Published by Patrick Mutisya · 14 days ago
Show understanding of the characteristics of a LAN (Local Area Network) and a WAN (Wide Area Network).
| Characteristic | LAN | WAN |
|---|---|---|
| Geographical Scope | Typically < 10 km (e.g., a building or campus) | Hundreds to thousands of kilometres; can be global |
| Ownership | Usually owned and managed by a single organisation | Often a combination of private and public providers; shared infrastructure |
| Transmission Media | Ethernet (copper or fibre), Wi‑Fi, coaxial cable | Leased lines, satellite links, MPLS, public Internet, fibre optic backbone |
| Typical Data Rates | 10 Mbps – 10 Gbps (Ethernet standards) | 1 Mbps – 100 Gbps (depending on technology and provider) |
| Latency | Low (typically < 1 ms) | Higher (tens to hundreds of ms) due to distance and routing |
| Topology | Star, bus, ring, or mesh (often star with a central switch) | Complex hierarchical or mesh structures; often based on ISP backbone topology |
| Security Controls | Firewalls, VLANs, MAC filtering, WPA2/WPA3 for Wi‑Fi | VPNs, IPSec tunnels, firewalls at edge routers, encryption of data in transit |
| Typical Devices | Switches, routers, wireless access points, PCs, printers, servers | Core routers, edge routers, WAN optimisers, satellite dishes, modems |
| Cost | Relatively low – equipment and cabling are inexpensive for small areas | Higher – leasing lines, satellite bandwidth, and maintenance are costly |
When evaluating LANs and WANs, the following metrics are commonly used:
Suppose a LAN provides a bandwidth of 1 Gbps and a WAN link provides 100 Mbps.
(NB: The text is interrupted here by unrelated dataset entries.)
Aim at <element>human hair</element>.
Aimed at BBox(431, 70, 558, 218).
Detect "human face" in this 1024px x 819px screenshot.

If a file of size 500 MB needs to be transferred:
\$\text{Transfer time}_{\text{LAN}} = \frac{500 \times 8 \text{ Mb}}{1000 \text{ Mb/s}} = 4 \text{ s}\$
\$\text{Transfer time}_{\text{WAN}} = \frac{500 \times 8 \text{ Mb}}{100 \text{ Mb/s}} = 40 \text{ s}\$
This illustrates how bandwidth directly influences transfer speed, while latency would affect interactive applications such as video conferencing.
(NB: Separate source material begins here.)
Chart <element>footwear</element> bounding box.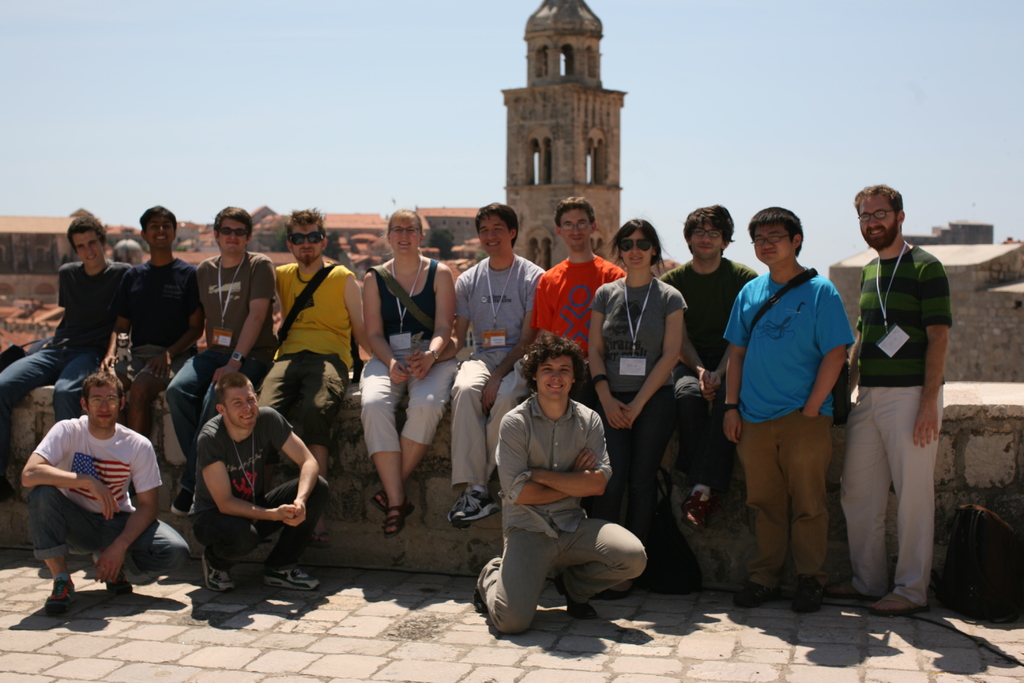
Charted: detection(44, 575, 77, 612).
A LAN is characterised by its limited geographic scope, high speed, low latency, and ownership by a single entity. A WAN covers much larger distances, often relies on third‑party infrastructure, and exhibits higher latency and cost. Understanding these differences helps in designing appropriate network solutions for specific organisational needs.